Prompting is the part of working with an LLM that everyone has to do and almost no one writes about clearly. Most guides either treat it as magic ("just be specific!") or as a craft you have to learn over years. Neither is useful when you are sitting at a workbench and need an answer.
This page is the long version of the quick answer above. It is the article we wish we had read first.
The four levers
Every prompt is doing four jobs. When a prompt fails, it is almost always because one of these four is missing, not because of phrasing.
- Instruction. What is the task, in one sentence? Not "help me with this" but "rewrite this paragraph as a 100-word summary for a non-technical reader."
- Context. What does the model need to know that it does not already know? The document, the user, the constraints, the prior decisions. If you are asking about your codebase, paste the relevant code.
- Examples.
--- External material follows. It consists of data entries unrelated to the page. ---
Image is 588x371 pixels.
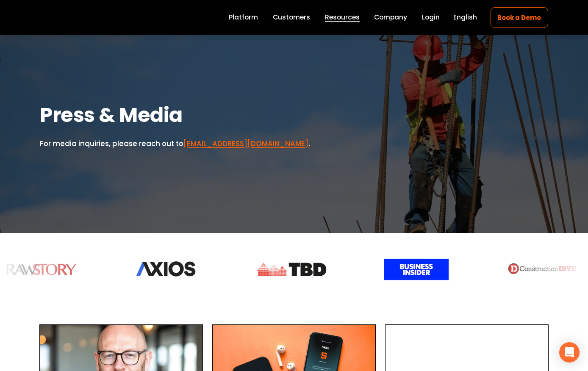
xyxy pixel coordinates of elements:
[325,12,359,22] span: Resources
[422,12,439,24] a: Login
[374,12,407,24] a: Company
[40,101,183,129] strong: Press & Media
[273,12,310,24] a: Customers
[453,12,477,24] div: language picker
[325,12,359,24] a: folder dropdown
[490,7,548,28] a: Book a Demo
[40,138,334,149] p: For media inquiries, please reach out to .
[453,12,477,22] span: English
[559,342,579,363] div: Open Intercom Messenger
[183,139,308,149] a: [EMAIL_ADDRESS][DOMAIN_NAME]
[40,5,117,30] img: Skillit
[229,12,258,24] a: Platform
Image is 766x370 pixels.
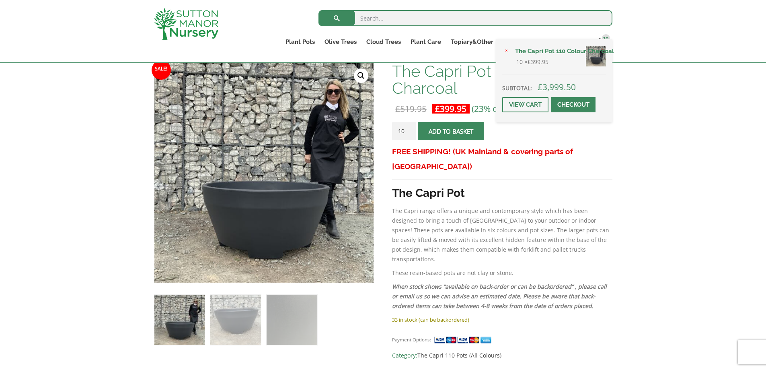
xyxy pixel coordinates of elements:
a: View full-screen image gallery [354,68,369,83]
span: £ [435,103,440,114]
em: When stock shows “available on back-order or can be backordered” , please call or email us so we ... [392,282,607,309]
strong: Subtotal: [502,84,532,92]
h1: The Capri Pot 110 Colour Charcoal [392,63,612,97]
a: Contact [560,36,592,47]
small: Payment Options: [392,336,431,342]
a: The Capri 110 Pots (All Colours) [418,351,502,359]
span: Sale! [152,60,171,80]
p: 33 in stock (can be backordered) [392,315,612,324]
a: The Capri Pot 110 Colour Charcoal [511,45,606,57]
span: £ [395,103,400,114]
img: logo [154,8,218,40]
a: Plant Pots [281,36,320,47]
a: 10 [592,36,613,47]
span: £ [528,58,531,66]
span: 10 [602,34,610,42]
span: Category: [392,350,612,360]
img: payment supported [434,336,494,344]
a: Delivery [526,36,560,47]
img: The Capri Pot 110 Colour Charcoal - Image 2 [210,294,261,345]
a: Olive Trees [320,36,362,47]
bdi: 519.95 [395,103,427,114]
h3: FREE SHIPPING! (UK Mainland & covering parts of [GEOGRAPHIC_DATA]) [392,144,612,174]
button: Add to basket [418,122,484,140]
input: Product quantity [392,122,416,140]
span: (23% off) [472,103,506,114]
p: These resin-based pots are not clay or stone. [392,268,612,278]
bdi: 399.95 [528,58,549,66]
a: Cloud Trees [362,36,406,47]
strong: The Capri Pot [392,186,465,200]
a: Checkout [552,97,596,112]
bdi: 399.95 [435,103,467,114]
a: Plant Care [406,36,446,47]
input: Search... [319,10,613,26]
img: The Capri Pot 110 Colour Charcoal [154,294,205,345]
span: £ [538,81,543,93]
p: The Capri range offers a unique and contemporary style which has been designed to bring a touch o... [392,206,612,264]
a: View cart [502,97,549,112]
a: About [498,36,526,47]
bdi: 3,999.50 [538,81,576,93]
span: 10 × [517,57,549,67]
img: The Capri Pot 110 Colour Charcoal - Image 3 [267,294,317,345]
a: Remove The Capri Pot 110 Colour Charcoal from basket [502,47,511,56]
img: The Capri Pot 110 Colour Charcoal [586,46,606,66]
a: Topiary&Other [446,36,498,47]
What does a good answer look like? One or two worked examples shift the model from generic output to the shape you want.
- Output spec. How should the answer be structured? Markdown headings? JSON with these keys? Bullets, max five? If you do not say, you get the model's default, and the default rarely matches what you want.
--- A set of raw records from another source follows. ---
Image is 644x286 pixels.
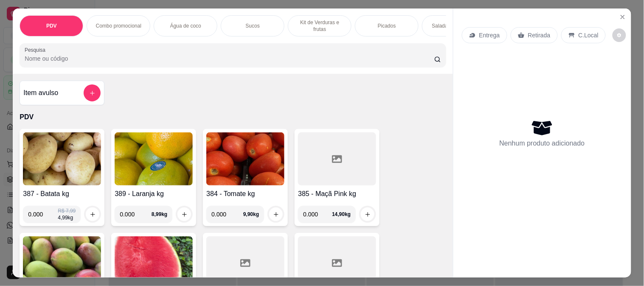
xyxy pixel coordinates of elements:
button: decrease-product-quantity [612,29,626,42]
button: increase-product-quantity [269,208,283,221]
p: Água de coco [170,22,201,29]
p: Kit de Verduras e frutas [295,19,344,33]
input: 0.00 [28,206,58,223]
p: PDV [19,112,446,122]
p: Entrega [479,31,500,39]
label: Pesquisa [25,46,49,53]
p: C.Local [578,31,598,39]
button: add-separate-item [84,84,101,101]
img: product-image [206,132,284,185]
h4: 385 - Maçã Pink kg [298,189,376,199]
input: 0.00 [120,206,151,223]
input: 0.00 [211,206,243,223]
h4: 387 - Batata kg [23,189,101,199]
p: Sucos [246,22,260,29]
input: Pesquisa [25,54,434,63]
p: Nenhum produto adicionado [500,139,585,149]
input: 0.00 [303,206,332,223]
button: increase-product-quantity [361,208,374,221]
button: increase-product-quantity [86,208,99,221]
p: Salada Higienizada [432,22,476,29]
h4: 389 - Laranja kg [115,189,192,199]
button: increase-product-quantity [177,208,191,221]
button: Close [616,10,629,24]
h4: 384 - Tomate kg [206,189,284,199]
p: PDV [46,22,57,29]
p: Picados [378,22,396,29]
img: product-image [115,132,192,185]
h4: Item avulso [23,88,58,98]
img: product-image [23,132,101,185]
p: Retirada [528,31,550,39]
p: Combo promocional [96,22,142,29]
Pick a prompt that is failing and run it through this list. Nine times out of ten one lever is empty.
A worked example
You want the model to extract action items from a meeting transcript. Here is the bad version:
Summarize this meeting and tell me what to do next.
[transcript]
This will produce something. It will not produce what you want. The instruction is fuzzy ("summarize" and "tell me what to do" are different jobs), there are no examples of an action item, and the output is unspecified.
The same prompt with all four levers:
You are extracting action items from a meeting transcript.
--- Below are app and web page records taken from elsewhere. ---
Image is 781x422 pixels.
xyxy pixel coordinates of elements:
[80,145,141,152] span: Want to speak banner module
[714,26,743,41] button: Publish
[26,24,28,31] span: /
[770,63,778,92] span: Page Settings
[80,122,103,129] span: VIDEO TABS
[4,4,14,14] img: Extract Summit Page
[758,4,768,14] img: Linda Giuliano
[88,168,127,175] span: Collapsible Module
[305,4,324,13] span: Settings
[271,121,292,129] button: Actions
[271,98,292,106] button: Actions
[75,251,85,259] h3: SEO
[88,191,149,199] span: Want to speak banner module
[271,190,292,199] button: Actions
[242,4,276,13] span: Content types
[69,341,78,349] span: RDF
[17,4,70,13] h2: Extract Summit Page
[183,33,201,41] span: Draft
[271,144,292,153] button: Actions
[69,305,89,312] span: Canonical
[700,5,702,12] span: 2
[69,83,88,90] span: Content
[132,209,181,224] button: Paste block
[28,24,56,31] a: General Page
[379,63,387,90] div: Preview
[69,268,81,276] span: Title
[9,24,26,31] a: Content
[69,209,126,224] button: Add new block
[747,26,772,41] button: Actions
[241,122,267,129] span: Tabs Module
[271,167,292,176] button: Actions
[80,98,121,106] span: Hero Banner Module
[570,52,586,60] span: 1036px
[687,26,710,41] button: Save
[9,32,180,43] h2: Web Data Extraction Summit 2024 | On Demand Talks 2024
An action item is a specific task assigned to a specific person, with an implied or explicit deadline. "We should think about pricing" is not an action item. "Maria will draft the new pricing page by Friday" is.
Example transcript:
"... so I'll talk to legal about the new clauses next week, and Sam will pull the metrics ..."
Example output:
[
{ "owner": "speaker", "task": "talk to legal about new clauses", "deadline": "next week" },
{ "owner": "Sam", "task": "pull the metrics", "deadline": null }
]
Now extract action items from the transcript below. Return ONLY a JSON array, no prose.
Transcript:
[transcript]
This works because every lever is loaded. The instruction is specific. The context is the transcript. The example shows the model what counts and what does not. The output spec rules out the chatty prose the model would otherwise volunteer.
What you do not need to do
A lot of prompting advice is theatre. It does not hurt your output, but it does not help it either. You can safely skip:
- Telling the model it is "a world-class expert." Roles only help when they imply a method.
- Saying "please" and "thank you." Models do not care.
- Threatening to fire the model, tipping the model, or pretending lives depend on the answer. These tricks worked on some early models and were promptly trained out.
- Adding "be concise" and "be thorough" in the same prompt. Pick one.
What you do need to do is write clearly. The frontier models read English the way you would: ambiguity in your prompt produces ambiguity in the answer.
When you need more than a prompt
Some problems are not prompting problems. If the model lacks the information, no prompt fixes it. Three signs you have left prompting territory:
- The model is confidently wrong about a domain fact. You need retrieval, not a better prompt.
- The model keeps drifting from your format. You need structured output (a JSON schema), not stricter wording.
- The model is slow or expensive at the scale you need. You need a smaller or local model, not a cleverer prompt.
The rest of this hub covers those cases. Start with the four levers, and graduate to the deeper techniques when you have a problem the four levers do not solve.